As a child I played in the same frosty fields barefoot as my no lesser loved classmates, whom we challenged to show courage in the numbing cold, then together we held our chilled fingers over the roaring stove that warmed our prefabricated, asbestos-sided classroom.
There were differences then and we knew them, but shoes, or their lack, shared clothes, running noses and weeping sores did not seem significant to us as we hastened through adolescence.

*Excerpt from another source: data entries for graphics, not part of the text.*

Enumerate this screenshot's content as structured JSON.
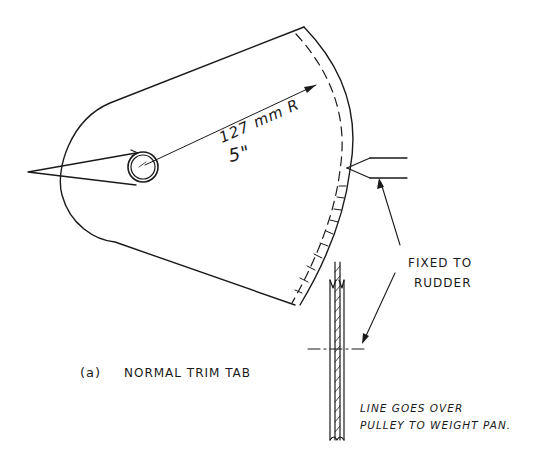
{
  "diagram": {
    "caption_letter": "(a)",
    "caption_text": "NORMAL TRIM TAB",
    "dimension": {
      "metric": "127 mm R",
      "imperial": "5\""
    },
    "annotations": {
      "fixed_to_line1": "FIXED TO",
      "fixed_to_line2": "RUDDER",
      "line_note_line1": "LINE GOES OVER",
      "line_note_line2": "PULLEY TO WEIGHT PAN."
    },
    "colors": {
      "ink": "#1a1a1a",
      "paper": "#ffffff"
    }
  }
}
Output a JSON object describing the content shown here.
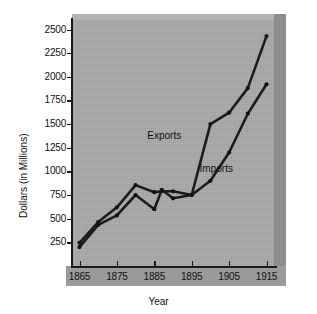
{
  "chart_data": {
    "type": "line",
    "title": "",
    "xlabel": "Year",
    "ylabel": "Dollars (in Millions)",
    "xlim": [
      1863,
      1917
    ],
    "ylim": [
      0,
      2600
    ],
    "grid": false,
    "legend_position": "inline-annotations",
    "xticks": [
      "1865",
      "1875",
      "1885",
      "1895",
      "1905",
      "1915"
    ],
    "xtick_values": [
      1865,
      1875,
      1885,
      1895,
      1905,
      1915
    ],
    "yticks": [
      "250",
      "500",
      "750",
      "1000",
      "1250",
      "1500",
      "1750",
      "2000",
      "2250",
      "2500"
    ],
    "ytick_values": [
      250,
      500,
      750,
      1000,
      1250,
      1500,
      1750,
      2000,
      2250,
      2500
    ],
    "series": [
      {
        "name": "Exports",
        "label": "Exports",
        "color": "#1c1c1c",
        "x": [
          1865,
          1870,
          1875,
          1880,
          1885,
          1887,
          1890,
          1895,
          1900,
          1905,
          1910,
          1915
        ],
        "values": [
          245,
          465,
          620,
          855,
          780,
          790,
          790,
          750,
          1500,
          1620,
          1880,
          2430
        ]
      },
      {
        "name": "Imports",
        "label": "Imports",
        "color": "#1c1c1c",
        "x": [
          1865,
          1870,
          1875,
          1880,
          1885,
          1887,
          1890,
          1895,
          1900,
          1905,
          1910,
          1915
        ],
        "values": [
          200,
          435,
          535,
          750,
          600,
          805,
          715,
          750,
          900,
          1200,
          1610,
          1920
        ]
      }
    ],
    "annotations": [
      {
        "text": "Exports",
        "x": 1889,
        "y": 1370
      },
      {
        "text": "Imports",
        "x": 1903,
        "y": 1030
      }
    ]
  }
}
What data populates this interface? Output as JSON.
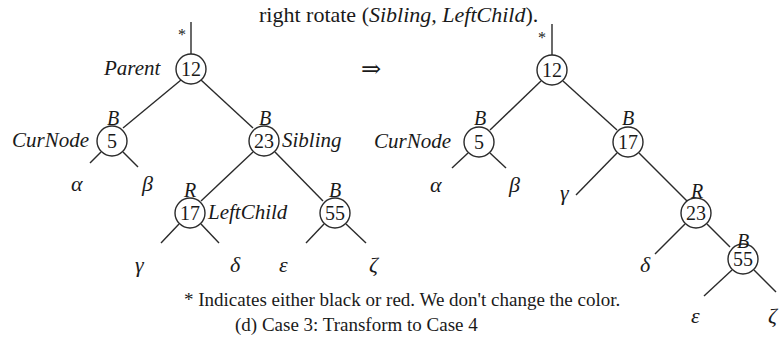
{
  "title": {
    "prefix": "right rotate (",
    "args": "Sibling, LeftChild",
    "suffix": ")."
  },
  "arrow": "⇒",
  "left_tree": {
    "root_marker": "*",
    "nodes": {
      "n12": {
        "value": "12",
        "label": "Parent",
        "color": ""
      },
      "n5": {
        "value": "5",
        "label": "CurNode",
        "color": "B"
      },
      "n23": {
        "value": "23",
        "label": "Sibling",
        "color": "B"
      },
      "n17": {
        "value": "17",
        "label": "LeftChild",
        "color": "R"
      },
      "n55": {
        "value": "55",
        "label": "",
        "color": "B"
      }
    },
    "subtrees": {
      "alpha": "α",
      "beta": "β",
      "gamma": "γ",
      "delta": "δ",
      "epsilon": "ε",
      "zeta": "ζ"
    }
  },
  "right_tree": {
    "root_marker": "*",
    "nodes": {
      "n12": {
        "value": "12",
        "label": "",
        "color": ""
      },
      "n5": {
        "value": "5",
        "label": "CurNode",
        "color": "B"
      },
      "n17": {
        "value": "17",
        "label": "",
        "color": "B"
      },
      "n23": {
        "value": "23",
        "label": "",
        "color": "R"
      },
      "n55": {
        "value": "55",
        "label": "",
        "color": "B"
      }
    },
    "subtrees": {
      "alpha": "α",
      "beta": "β",
      "gamma": "γ",
      "delta": "δ",
      "epsilon": "ε",
      "zeta": "ζ"
    }
  },
  "footnote": "* Indicates either black or red. We don't change the color.",
  "caption": "(d) Case 3: Transform to Case 4"
}
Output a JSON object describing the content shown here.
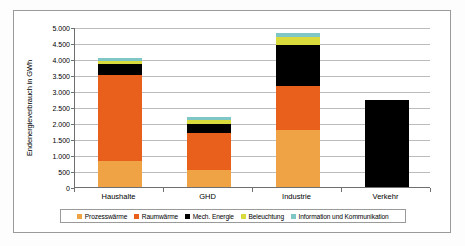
{
  "chart_data": {
    "type": "bar",
    "title": "",
    "subtitle": "",
    "xlabel": "",
    "ylabel": "Endenergieverbrauch in GWh",
    "categories": [
      "Haushalte",
      "GHD",
      "Industrie",
      "Verkehr"
    ],
    "ylim": [
      0,
      5000
    ],
    "ytick_labels": [
      "0",
      "500",
      "1.000",
      "1.500",
      "2.000",
      "2.500",
      "3.000",
      "3.500",
      "4.000",
      "4.500",
      "5.000"
    ],
    "ytick_values": [
      0,
      500,
      1000,
      1500,
      2000,
      2500,
      3000,
      3500,
      4000,
      4500,
      5000
    ],
    "grid": true,
    "stacked": true,
    "legend_position": "bottom",
    "series": [
      {
        "name": "Prozesswärme",
        "color": "#EFA344",
        "values": [
          820,
          520,
          1780,
          0
        ]
      },
      {
        "name": "Raumwärme",
        "color": "#E8601C",
        "values": [
          2670,
          1170,
          1380,
          0
        ]
      },
      {
        "name": "Mech. Energie",
        "color": "#000000",
        "values": [
          350,
          290,
          1290,
          2730
        ]
      },
      {
        "name": "Beleuchtung",
        "color": "#D9DB3C",
        "values": [
          90,
          130,
          240,
          0
        ]
      },
      {
        "name": "Information und Kommunikation",
        "color": "#7FC7C6",
        "values": [
          90,
          70,
          120,
          0
        ]
      }
    ],
    "totals": [
      4020,
      2180,
      4810,
      2730
    ]
  },
  "legend": {
    "items": [
      {
        "label": "Prozesswärme",
        "color": "#EFA344"
      },
      {
        "label": "Raumwärme",
        "color": "#E8601C"
      },
      {
        "label": "Mech. Energie",
        "color": "#000000"
      },
      {
        "label": "Beleuchtung",
        "color": "#D9DB3C"
      },
      {
        "label": "Information und Kommunikation",
        "color": "#7FC7C6"
      }
    ]
  }
}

In those awkward years we were accustomed to the unruly spirit of our being, and our commonalty had more meaning than our separate futures. I cannot recall a formal battle between the ‘them and us’ which was won by either side, victories demanded greater skill than tribal pride and family honour, and warriors had no first claim to their origins. The teams which warred were short-lived and names were shared as battle-lines were drawn, disputed, skirmished-over, until the bell called us to our classroom.
In winter there was the lunchtime hot pot to which we carried a family contribution, and glutinous, multi-coloured, meat-and-vegetabled soup slopped and steamed in our enamel mugs as we bickered over the disintegrating mutton shanks, eating our thick buttered bread, licking our fingers satisfied guts glowing with a 1950's sense of well-being.
The playtime games and school chores punctuated untroubled days of rote-learned arithmetic, and lists of spelling words like 'fatigue', muddled with stories read and agreeably listened to granting glimpses of wide-eyed worlds beyond the thin, obtuse walls of our shrouded origins.
I never knew other than great wonderment at the vastness of the outside world, and my classmates amazed me with their sophism although I did not recognise it then.